Liquid Glass isn’t Vista 2.0, it’s iOS 7 2.0

Like many others, I found myself thinking about iOS 7 during this week's WWDC where Apple showed us their new "liquid glass" UI. I was covering Apple back then (2013!), and I remember that being a controversial design and that Apple changed a bunch of things before the public release later that year. But as someone who tries to be mindful of my brain's tendency to create memories of the past that deviate a bit from reality, I decided to go back and watch the iOS 7 introduction in full, and I was really taken aback at how many things they said in 2013 are almost word-for-word what they said in 2025.
iOS 7 had a lot of UI changes, but themes such as having the UI get out of the way of your content and for the UI to have physical layers that let your wallpaper and apps impact how it looks as everything was some level of transparent, really felt like a lot of what I heard at this year's WWDC as well. The new liquid glass system is higher fidelity and the implementation details are largely different, but the concepts really do seem almost identical. It's almost as if they're trying the same thing again, but with new designers, new tech, and 12 years more experience building a mobile OS.
Another thing that hit me was how much less extreme iOS 7 in this keynote felt than when I saw it 12 years ago. Yes, it's a bit awkward and a bit "too much" as many of us have said we remember it, but it's not as bad as I had it in my head. My benefit today compared to 2013 Matt is that I'm used to white, flat interfaces, so a more primitive one with some rough edges and crazy interactions isn't as shocking as someone coming from the skeuomorphic age.
Also, I couldn't shake the idea that we might be going in decade-long circles in design. Obviously fashion is always drawn to the new, so whatever you have now and feels fresh will someday become stale and you'll crave something new. So it goes with software design, and it's hard not to see the cycle. 2007 brought Windows Vista, which was all about a transparent UI, only for that to be walked back in subsequent Windows versions. iOS 7 tried this again, only to see that platform evolve towards something more opaque like we have in iOS 18. Even early Android versions had the Holo UI which was a darker transparent concept that evolved into Material, which is very opaque. Now we have iOS 26 (and all Apple's platforms) going to a transparent UI. Time will tell, but it's probably a good bet that in 5-10 years we'll be using a more opaque version of iOS than we have in the current beta.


WHAT THE TASK ASKS >> Word for word, and with pictures excluded, copy out all the records that follow.

(Stored dataset items)
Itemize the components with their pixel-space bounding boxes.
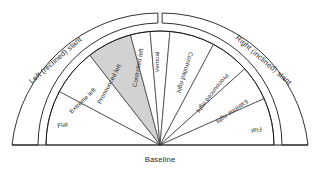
label-baseline: Baseline <box>145 155 176 164</box>
label-vertical: Vertical <box>153 52 160 73</box>
slant-gauge-diagram: Flat Extreme left Pronounced left Contro… <box>0 0 315 171</box>
slant-gauge-svg: Flat Extreme left Pronounced left Contro… <box>0 0 315 171</box>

PROBLEM SOLUTION >>
Itemize the components with their pixel-space bounding boxes.
label-baseline: Baseline <box>145 155 176 164</box>
label-vertical: Vertical <box>153 52 160 73</box>
slant-gauge-diagram: Flat Extreme left Pronounced left Contro… <box>0 0 315 171</box>
slant-gauge-svg: Flat Extreme left Pronounced left Contro… <box>0 0 315 171</box>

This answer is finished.